Bossi, who is the minister in charge of reform and decentralization, is one of three Northern League ministers in Italian Prime Minister's Silvio Berlusconi's government.

Roberto Calderoni, vice president of the Italian parliament, also reiterated the call, demanding Islamic centers and mosques in all parts of Italy be closed. 

This new wave of anti-Islamic fervor caused a reaction among the opposition. Javinio Anjosi, an opposition leader and the head of the Democratic leftist party in the Italian parliament, described anti-Muslim statements as extremely dangerous. 

He added that these remarks reveal the anti-Islamic sentiments in Berlusconi's government, adding that they aim to justify the prime minister's theory about western civilization being supreme to the Islamic civilization. 

The opposition leader said these statements prove that Berlusconi's remarks last month in Berlin was in fact was not a "slip of the tongue". 

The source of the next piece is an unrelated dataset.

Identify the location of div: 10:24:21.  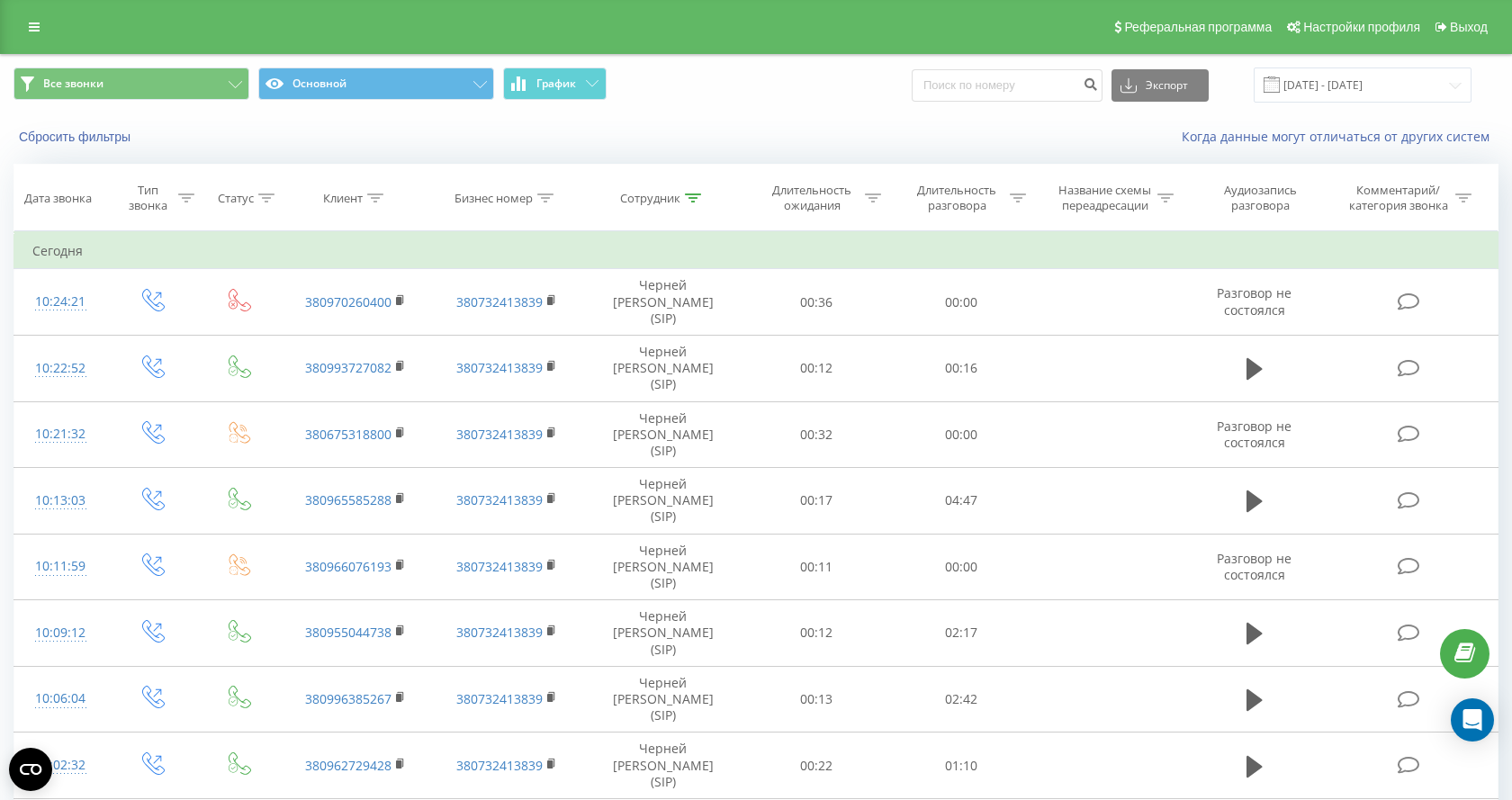
(61, 301).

Also, in Rome, Italy's top security minister issued a public warning to a young Muslim preacher who told demonstrators that suspected terrorist Osama Bin Laden was "innocent" and did not mastermind the September 11 attacks in the United States, the Times of India reported.

Civil Service Minister Franco Frattini, who has overall responsibility for the security services, told the La Stampa newspaper that the statement by Bouriki Bouchta, a Moroccan-born imam or Islamic preacher, was "unacceptable", and could possibly give rise to legal action.

Bouchta, who preaches at a mosque in the Porta Palazzo neighborhood of Turin, told participants at a small demonstration in the city that "Bin Laden is innocent of what happened in the United States."

"Bin Laden is a Muslim, who would not allow himself to kill," he said.

"The United States has not provided any proof, but only suspicions" concerning bin Laden's responsibility for the attacks on the World Trade Center and the Pentagon, he said.

Frattini said the Italian government believed that "judges should act to weigh the seriousness of the Turin preacher's statements."